I haven't posted in the last couple of weeks for the simple reason that I'd deliberately ignored what passes for news. This was for both mental and physical health reasons. But as neoliberal doctrine dictates to the Lessers, there shall be no more excuses. Western culture hasn't celebrated the whole, original 12 Days of Christmas for centuries. Everybody has to get back to the New Normal before New Year's Day. And for me, that means keeping up with the New York Times so that the more squeamish among you don't have to.
It didn't take me long to find a piece guaranteed to annoy and nauseate. Titled "Reasons for Optimism in 2023," it quickly becomes obvious that this iteration of the year-end "listicle" is exclusively addressed to the people who sincerely believe that the only reason they got so much filthily richer in 2022 is because they are so "blessed."
But on the off-chance that a twinge of guilt might threaten to afflict the sensitive rich, DealBook's Andrew Ross Sorkin and about half a dozen of his closest assistant scribes are here to assure them that even the Lessers never had it so good.
The main things that rich people can safely ignore in 2023 are the "tripledemic," the "brutal war with no end in sight," and the climate crisis.
Even though more than 400 people a day are still dying of Covid, they are mainly old or they have pre-existing conditions. The good news is that vaccines became available for "children as young as six months old, a relief for parents as much of the world returned to a new normal."
The article does not inform its well-heeled readers that Covid has exploded in China, and that a bipartisan Congress just voted to kick millions of poor people off the Medicaid rolls come spring. That is because Congress had no interest in funding any kind of pandemic relief in the next fiscal year.
The New York Times listicle does not report these little factoids, possibly because they might make the Smugnorati feel uncomfortable in this season of comfort and joy.
Meanwhile, as if they needed another reason to feel self-satisfied about 2022, they're reminded that rich countries finally abandoned their selfishness and agreed at the COP 27 confab to study pledging financial aid to poor countries suffering from the capitalistic pollution of rich countries. However, since the Times doesn't want its readers to feel bad, it side-steps the inconvenient truth that it's only a pledge, not an ironclad commitment. And besides, what difference does irreversible global warming make when Science™ just made a nuclear fusion clean energy breakthrough, and Joe Biden promised to cure cancer in 20 years?
And if the rich are altruistically worried that bots and artificial intelligence will replace human sweat, the article continues, they shouldn't be. Bosses and owners should reject the notion that wage labor can ever be fully replaced by technology.
"What the bots can do well is make grunt work easier. One example that went viral shortly after ChatGPT’s release: A Palm Beach doctor posted a video of himself dictating a letter to an insurance company."
The article doesn't mention that such writing programs replace the office insurance grunts who normally would not only take dictation from the boss but would have the skills necessary to write a business letter. This must be especially true in the billionaire paradise of Palm Beach, where denizens have private insurance and concierge medical care, and where nobody will ever notice the millions of people getting kicked off Medicaid because "we" cannot afford it, and because poor people must always jump through hoops in order to prove their deserving need.
And speaking of poor-shaming, that brings us to perhaps the most shameless whopper in the whole mendacious Times article:
Real progress is being made in tackling child poverty. The number of children in America living below the poverty line has plummeted by 59 percent since 1993. As The Times’s Jason DeParle reported in September, “child poverty has fallen in every state, and it has fallen by about the same degree among children who are white, Black, Hispanic and Asian, living with one parent or two, and in native or immigrant households.”
Conveniently left unmentioned, lest rich readers lose the soft rosy glow of their own smugnorance, is that since Congress failed to renew the temporary Child Tax Credit before they left town for their holiday break. childhood poverty already is heading right back up.
But, the twisted Times logic goes, since kids were lifted out of poverty for six whole months in 2022, that is all the reason that "we" need to celebrate now and in the years to come. Six whole months of relief was actually a pre-Christmas miracle when you come to think about it, because for once, Congress did not impose much if any "means-testing" poison pills on recipients. Nearly every family in the United States received it, whether or not they worked or paid taxes. This shocking universality brought out all the usual elite concern trolls, who feared that it would discourage people from working.
"Even the theoretical possibility of enabling laziness was enough to make a permanent extension a complete non-starter," explained Bloomberg News.
But never mind all that, because the New York Times concludes its own feel-good piece with news about a giant fan in Iceland that can suck tons of carbon dioxide from the atmosphere. "The Department of Energy and a bevy of investors are racing to bring the technology, called direct air capture, to other parts of the world," the newspaper gushed.
I bet they are. If they can do subversive regulatory capture of government agencies that were originally formed to protect the public, and if they can suck the very life out of regular people just because it's profitable and because they can, then they can certainly do air capture. They might even find a way to capture and privatize oxygen itself, and charge people for the privilege of breathing it.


→ ASSIGNMENT
Would you write the data out once more, exactly as it is?
□ □ □ □ □ □ □
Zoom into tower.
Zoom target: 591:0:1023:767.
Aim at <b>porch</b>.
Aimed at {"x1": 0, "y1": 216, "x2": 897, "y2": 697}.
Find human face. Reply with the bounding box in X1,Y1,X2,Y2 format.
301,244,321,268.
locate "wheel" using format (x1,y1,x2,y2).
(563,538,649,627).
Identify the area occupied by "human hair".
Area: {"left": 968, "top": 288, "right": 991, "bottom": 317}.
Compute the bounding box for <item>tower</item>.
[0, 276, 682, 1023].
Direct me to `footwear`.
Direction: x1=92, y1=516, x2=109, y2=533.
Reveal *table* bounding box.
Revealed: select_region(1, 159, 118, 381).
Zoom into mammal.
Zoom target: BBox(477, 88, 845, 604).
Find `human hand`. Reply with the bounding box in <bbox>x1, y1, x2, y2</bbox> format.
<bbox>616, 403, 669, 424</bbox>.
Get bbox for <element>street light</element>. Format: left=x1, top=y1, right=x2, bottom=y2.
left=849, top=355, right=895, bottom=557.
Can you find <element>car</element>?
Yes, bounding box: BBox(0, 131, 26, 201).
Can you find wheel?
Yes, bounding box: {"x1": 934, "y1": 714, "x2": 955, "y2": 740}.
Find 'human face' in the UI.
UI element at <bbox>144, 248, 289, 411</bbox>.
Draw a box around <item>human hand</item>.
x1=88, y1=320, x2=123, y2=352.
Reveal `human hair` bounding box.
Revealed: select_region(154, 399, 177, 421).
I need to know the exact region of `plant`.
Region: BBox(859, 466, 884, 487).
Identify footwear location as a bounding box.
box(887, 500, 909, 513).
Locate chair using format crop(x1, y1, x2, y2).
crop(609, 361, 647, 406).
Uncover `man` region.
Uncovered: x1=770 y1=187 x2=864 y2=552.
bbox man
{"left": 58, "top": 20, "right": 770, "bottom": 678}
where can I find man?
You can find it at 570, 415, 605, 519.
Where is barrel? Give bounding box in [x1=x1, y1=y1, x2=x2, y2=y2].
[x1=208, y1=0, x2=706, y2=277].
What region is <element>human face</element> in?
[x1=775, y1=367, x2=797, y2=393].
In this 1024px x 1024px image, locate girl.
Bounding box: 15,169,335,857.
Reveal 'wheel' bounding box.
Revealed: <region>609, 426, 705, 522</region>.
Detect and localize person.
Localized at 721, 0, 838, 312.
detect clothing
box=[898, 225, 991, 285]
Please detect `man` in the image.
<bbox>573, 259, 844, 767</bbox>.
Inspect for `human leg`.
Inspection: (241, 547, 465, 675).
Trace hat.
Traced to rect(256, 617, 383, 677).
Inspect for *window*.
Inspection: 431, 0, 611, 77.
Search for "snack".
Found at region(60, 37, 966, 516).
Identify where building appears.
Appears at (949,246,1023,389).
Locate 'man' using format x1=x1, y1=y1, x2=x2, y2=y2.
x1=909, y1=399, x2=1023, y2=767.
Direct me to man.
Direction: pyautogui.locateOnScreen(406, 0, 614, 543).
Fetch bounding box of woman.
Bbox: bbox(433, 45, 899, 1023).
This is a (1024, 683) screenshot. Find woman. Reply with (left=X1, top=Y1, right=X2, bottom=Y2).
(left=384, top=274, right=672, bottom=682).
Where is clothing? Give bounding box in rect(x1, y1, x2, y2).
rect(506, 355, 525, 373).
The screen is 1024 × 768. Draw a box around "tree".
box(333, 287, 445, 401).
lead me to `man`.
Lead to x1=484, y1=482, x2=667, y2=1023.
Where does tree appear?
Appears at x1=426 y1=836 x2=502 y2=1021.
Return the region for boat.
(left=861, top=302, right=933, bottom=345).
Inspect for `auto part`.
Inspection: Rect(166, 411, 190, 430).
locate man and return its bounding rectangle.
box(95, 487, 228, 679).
□ □ □ □ □ □ □
→ OUTPUT
Zoom into tower.
Zoom target: 591:0:1023:767.
Aim at <b>porch</b>.
Aimed at {"x1": 0, "y1": 216, "x2": 897, "y2": 697}.
Find human face. Reply with the bounding box in X1,Y1,X2,Y2 format.
301,244,321,268.
locate "wheel" using format (x1,y1,x2,y2).
(563,538,649,627).
Identify the area occupied by "human hair".
Area: {"left": 968, "top": 288, "right": 991, "bottom": 317}.
Compute the bounding box for <item>tower</item>.
[0, 276, 682, 1023].
Direct me to `footwear`.
Direction: x1=92, y1=516, x2=109, y2=533.
Reveal *table* bounding box.
Revealed: select_region(1, 159, 118, 381).
Zoom into mammal.
Zoom target: BBox(477, 88, 845, 604).
Find `human hand`. Reply with the bounding box in <bbox>x1, y1, x2, y2</bbox> format.
<bbox>616, 403, 669, 424</bbox>.
Get bbox for <element>street light</element>. Format: left=x1, top=y1, right=x2, bottom=y2.
left=849, top=355, right=895, bottom=557.
Can you find <element>car</element>?
Yes, bounding box: BBox(0, 131, 26, 201).
Can you find wheel?
Yes, bounding box: {"x1": 934, "y1": 714, "x2": 955, "y2": 740}.
Find 'human face' in the UI.
UI element at <bbox>144, 248, 289, 411</bbox>.
Draw a box around <item>human hand</item>.
x1=88, y1=320, x2=123, y2=352.
Reveal `human hair` bounding box.
Revealed: select_region(154, 399, 177, 421).
I need to know the exact region of `plant`.
Region: BBox(859, 466, 884, 487).
Identify footwear location as a bounding box.
box(887, 500, 909, 513).
Locate chair using format crop(x1, y1, x2, y2).
crop(609, 361, 647, 406).
Uncover `man` region.
Uncovered: x1=770 y1=187 x2=864 y2=552.
bbox man
{"left": 58, "top": 20, "right": 770, "bottom": 678}
where can I find man?
You can find it at 570, 415, 605, 519.
Where is barrel? Give bounding box in [x1=x1, y1=y1, x2=x2, y2=y2].
[x1=208, y1=0, x2=706, y2=277].
What region is <element>human face</element> in?
[x1=775, y1=367, x2=797, y2=393].
In this 1024px x 1024px image, locate girl.
Bounding box: 15,169,335,857.
Reveal 'wheel' bounding box.
Revealed: <region>609, 426, 705, 522</region>.
Detect and localize person.
Localized at 721, 0, 838, 312.
detect clothing
box=[898, 225, 991, 285]
Please detect `man` in the image.
<bbox>573, 259, 844, 767</bbox>.
Inspect for `human leg`.
Inspection: (241, 547, 465, 675).
Trace hat.
Traced to rect(256, 617, 383, 677).
Inspect for *window*.
Inspection: 431, 0, 611, 77.
Search for "snack".
Found at region(60, 37, 966, 516).
Identify where building appears.
Appears at (949,246,1023,389).
Locate 'man' using format x1=x1, y1=y1, x2=x2, y2=y2.
x1=909, y1=399, x2=1023, y2=767.
Direct me to man.
Direction: pyautogui.locateOnScreen(406, 0, 614, 543).
Fetch bounding box of woman.
Bbox: bbox(433, 45, 899, 1023).
This is a (1024, 683) screenshot. Find woman. Reply with (left=X1, top=Y1, right=X2, bottom=Y2).
(left=384, top=274, right=672, bottom=682).
Where is clothing? Give bounding box in rect(x1, y1, x2, y2).
rect(506, 355, 525, 373).
The screen is 1024 × 768. Draw a box around "tree".
box(333, 287, 445, 401).
lead me to `man`.
Lead to x1=484, y1=482, x2=667, y2=1023.
Where does tree appear?
Appears at x1=426 y1=836 x2=502 y2=1021.
Return the region for boat.
(left=861, top=302, right=933, bottom=345).
Inspect for `auto part`.
Inspection: Rect(166, 411, 190, 430).
locate man and return its bounding rectangle.
box(95, 487, 228, 679).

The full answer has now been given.